Solve pollution. Save lives. Protect the planet.

GAHP, Global Alliance on Health and Pollution, to release new analysis showing combined sources of pollution are the top cause of death in the developing world, killing more than 10 million per year, yet the draft of the new Sustainable Development Goals on Health downplays the issue.

Teleconference: Friday, June 13, 2014, 11:00 AM (New York – EDT)

U.S. toll free 1-877-366-0711, Canada toll free 1-866-627-1651, International +1 302-709-8446

Register in advance to receive the conference passcode and the new analysis, email [email protected] by EOD 6/12.

WHAT:

GAHP member organizations will present a position paper with new analysis to the Open Working Group on Health for the SDGs urging a higher priority for a comprehensive approach to pollution. GAHP representatives will be on the conference call to review the data and position paper with members of the press.

WHO: Speakers will be

  • Richard Fuller, President of Pure Earth/Blacksmith Institute
  • Karti Sandilya, GAHP secretariat, and former DG of Asian Development Bank
  • Dr. Jack Caravanos, Associate Professor, CUNY Hunter College, School of Public Health; Technical Advisor, GAHP.
  • Jacob Duer, United Nations Environment Program
  • John Pwamang, Ghana Environmental Protection Agency, Government of Ghana
  • Fernando Lugris, Ambassador and Deputy Director at the Ministry of Foreign Affairs, Government of Uruguay

WHY:

A widening plague of industrial, agricultural, chemical pollution and poor sanitation in the developing countries has become the largest cause of global deaths each year- killing more than 10 million people – but world leaders are downplaying the combined effects and focusing on only air pollution as the main area of concern in health related goal of the new post-2015 Sustainable Development Goals currently under development.

The World Health Organization (WHO) on March 25 released a report noting that seven million people die of indoor and outdoor air pollution every year. GAHP, the Global Alliance on Health and Pollution (https://www.gahp.net/new/spotlight-pollution/) analyzed additional data from the WHO and the Toxic Sites Identification Program to determine death by various pollutant pathways. This analysis showed that at least three million more die from sanitation, toxic contaminants in water, soil, or airborne exposure to lead, mercury, chromium and many other industrial and agricultural chemicals.

More specifically, in 2012, deaths from outdoor air pollution caused 3.7 million deaths; indoor air, primarily from cookstoves, killed 4.3 million; soil and water contamination killed 1 million; poor or non-existent sanitation killed 1.9 million.  This total from all these pollution sources was 10.9 million dead in 2012.

By comparison, there were 1.5 million deaths from HIV; 600,000 from malaria; and 900,000 from tuberculosis. It is an extraordinary fact that pollution kills three times more people than HIV, malaria and TB combined. Yet, it receives a fraction of the attention and funding given to those three.

Part of the reason is that diseases like HIV, malaria and TB are visible and more easily measured, while pollution is a “risk factor”, causing other diseases, and its impact is much more difficult to track. Pollution causes increases in diseases, such as cancer, and reduces life expectancy, but statistics collected from medical agencies around the world do not record it as the cause of death. Instead, analyses must be done based on variations in death rates as pollutants increase. Reducing pollution will reduce the amount of cancer and other diseases in the world’s poorest communities.

A comprehensive approach to all forms of pollution is critical as pollution damages health all over the world, killing thousands daily, especially children. Many communities in poor countries are assaulted simultaneously with different combinations of these harmful pollutants, whether as airborne particles, industrial wastes discharged into rivers used for drinking and bathing, pesticides or herbicides on crops absorbed into food and seeping into ground water, to name just a few. Not only do these combined substances cause disability and disease today, but the neurotoxic and transgenerational threats they pose to children under age 5, babies in-utero and the future reproductive health of women cries out for priority status in the SDGs.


What is being asked
Write the data out again exactly, with no pictures.
=====
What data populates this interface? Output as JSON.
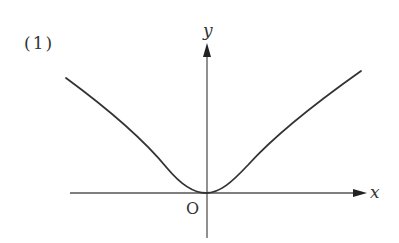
{
  "figure": {
    "label": "(1)",
    "x_axis_label": "x",
    "y_axis_label": "y",
    "origin_label": "O",
    "colors": {
      "axis": "#555555",
      "curve": "#333333",
      "text": "#333333"
    }
  },
  "diagram": {
    "type": "function-graph",
    "axes": {
      "x_axis": {
        "from": [
          70,
          193
        ],
        "to": [
          366,
          193
        ],
        "arrow": true
      },
      "y_axis": {
        "from": [
          207,
          238
        ],
        "to": [
          207,
          44
        ],
        "arrow": true
      }
    },
    "origin_px": [
      206,
      193
    ],
    "curve_points_px": [
      [
        66,
        78
      ],
      [
        110,
        113
      ],
      [
        167,
        168
      ],
      [
        206,
        193
      ],
      [
        245,
        168
      ],
      [
        300,
        118
      ],
      [
        361,
        71
      ]
    ]
  }
}
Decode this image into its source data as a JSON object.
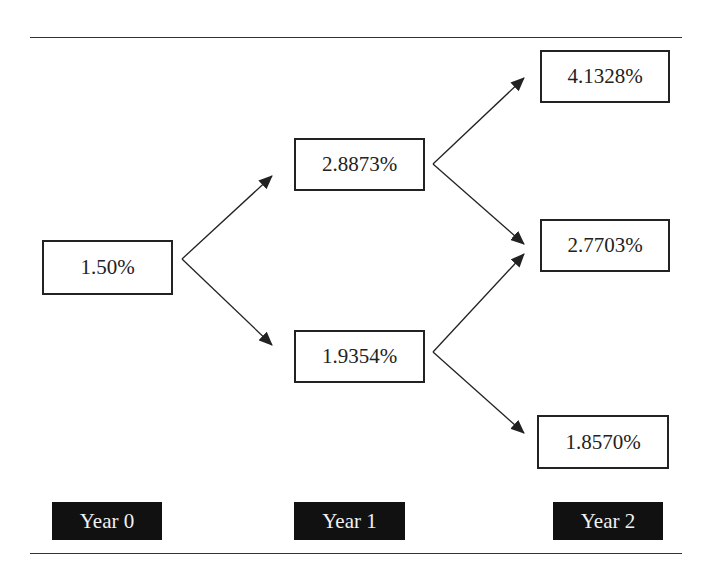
{
  "diagram": {
    "type": "binomial interest rate tree",
    "nodes": {
      "year0": "1.50%",
      "year1_up": "2.8873%",
      "year1_down": "1.9354%",
      "year2_up": "4.1328%",
      "year2_mid": "2.7703%",
      "year2_down": "1.8570%"
    },
    "labels": {
      "year0": "Year 0",
      "year1": "Year 1",
      "year2": "Year 2"
    },
    "edges": [
      {
        "from": "year0",
        "to": "year1_up"
      },
      {
        "from": "year0",
        "to": "year1_down"
      },
      {
        "from": "year1_up",
        "to": "year2_up"
      },
      {
        "from": "year1_up",
        "to": "year2_mid"
      },
      {
        "from": "year1_down",
        "to": "year2_mid"
      },
      {
        "from": "year1_down",
        "to": "year2_down"
      }
    ],
    "colors": {
      "line": "#222222",
      "label_bg": "#111111",
      "label_text": "#f2f2f2"
    }
  }
}
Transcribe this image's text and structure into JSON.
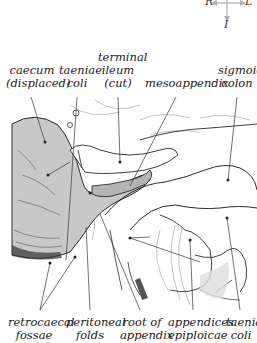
{
  "orientation": {
    "right": "R",
    "left": "L",
    "inferior": "I"
  },
  "labels_top": [
    {
      "id": "caecum",
      "lines": [
        "caecum",
        "(displaced)"
      ]
    },
    {
      "id": "taeniae-coli-top",
      "lines": [
        "taeniae",
        "coli"
      ]
    },
    {
      "id": "terminal-ileum",
      "lines": [
        "terminal",
        "ileum",
        "(cut)"
      ]
    },
    {
      "id": "mesoappendix",
      "lines": [
        "mesoappendix"
      ]
    },
    {
      "id": "sigmoid-colon",
      "lines": [
        "sigmoid",
        "colon"
      ]
    }
  ],
  "labels_bottom": [
    {
      "id": "retrocaecal-fossae",
      "lines": [
        "retrocaecal",
        "fossae"
      ]
    },
    {
      "id": "peritoneal-folds",
      "lines": [
        "peritoneal",
        "folds"
      ]
    },
    {
      "id": "root-of-appendix",
      "lines": [
        "root of",
        "appendix"
      ]
    },
    {
      "id": "appendices-epiploicae",
      "lines": [
        "appendices",
        "epiploicae"
      ]
    },
    {
      "id": "taenia-coli-bottom",
      "lines": [
        "taenia",
        "coli"
      ]
    }
  ],
  "colors": {
    "caecum_fill": "#c8c8c8",
    "appendix_fill": "#b4b4b4",
    "outline": "#2a2a2a",
    "leader": "#333333",
    "label_text": "#222222",
    "orientation_arrow": "#b0b0b0"
  }
}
=====
Finished exercise
What data populates this interface? Output as JSON.
{
  "figure": {
    "label": "(1)",
    "x_axis_label": "x",
    "y_axis_label": "y",
    "origin_label": "O",
    "colors": {
      "axis": "#555555",
      "curve": "#333333",
      "text": "#333333"
    }
  },
  "diagram": {
    "type": "function-graph",
    "axes": {
      "x_axis": {
        "from": [
          70,
          193
        ],
        "to": [
          366,
          193
        ],
        "arrow": true
      },
      "y_axis": {
        "from": [
          207,
          238
        ],
        "to": [
          207,
          44
        ],
        "arrow": true
      }
    },
    "origin_px": [
      206,
      193
    ],
    "curve_points_px": [
      [
        66,
        78
      ],
      [
        110,
        113
      ],
      [
        167,
        168
      ],
      [
        206,
        193
      ],
      [
        245,
        168
      ],
      [
        300,
        118
      ],
      [
        361,
        71
      ]
    ]
  }
}
Decode this image into its source data as a JSON object.
{
  "diagram": {
    "type": "binomial interest rate tree",
    "nodes": {
      "year0": "1.50%",
      "year1_up": "2.8873%",
      "year1_down": "1.9354%",
      "year2_up": "4.1328%",
      "year2_mid": "2.7703%",
      "year2_down": "1.8570%"
    },
    "labels": {
      "year0": "Year 0",
      "year1": "Year 1",
      "year2": "Year 2"
    },
    "edges": [
      {
        "from": "year0",
        "to": "year1_up"
      },
      {
        "from": "year0",
        "to": "year1_down"
      },
      {
        "from": "year1_up",
        "to": "year2_up"
      },
      {
        "from": "year1_up",
        "to": "year2_mid"
      },
      {
        "from": "year1_down",
        "to": "year2_mid"
      },
      {
        "from": "year1_down",
        "to": "year2_down"
      }
    ],
    "colors": {
      "line": "#222222",
      "label_bg": "#111111",
      "label_text": "#f2f2f2"
    }
  }
}
Transcribe this image's text and structure into JSON.
{
  "orientation": {
    "right": "R",
    "left": "L",
    "inferior": "I"
  },
  "labels_top": [
    {
      "id": "caecum",
      "lines": [
        "caecum",
        "(displaced)"
      ]
    },
    {
      "id": "taeniae-coli-top",
      "lines": [
        "taeniae",
        "coli"
      ]
    },
    {
      "id": "terminal-ileum",
      "lines": [
        "terminal",
        "ileum",
        "(cut)"
      ]
    },
    {
      "id": "mesoappendix",
      "lines": [
        "mesoappendix"
      ]
    },
    {
      "id": "sigmoid-colon",
      "lines": [
        "sigmoid",
        "colon"
      ]
    }
  ],
  "labels_bottom": [
    {
      "id": "retrocaecal-fossae",
      "lines": [
        "retrocaecal",
        "fossae"
      ]
    },
    {
      "id": "peritoneal-folds",
      "lines": [
        "peritoneal",
        "folds"
      ]
    },
    {
      "id": "root-of-appendix",
      "lines": [
        "root of",
        "appendix"
      ]
    },
    {
      "id": "appendices-epiploicae",
      "lines": [
        "appendices",
        "epiploicae"
      ]
    },
    {
      "id": "taenia-coli-bottom",
      "lines": [
        "taenia",
        "coli"
      ]
    }
  ],
  "colors": {
    "caecum_fill": "#c8c8c8",
    "appendix_fill": "#b4b4b4",
    "outline": "#2a2a2a",
    "leader": "#333333",
    "label_text": "#222222",
    "orientation_arrow": "#b0b0b0"
  }
}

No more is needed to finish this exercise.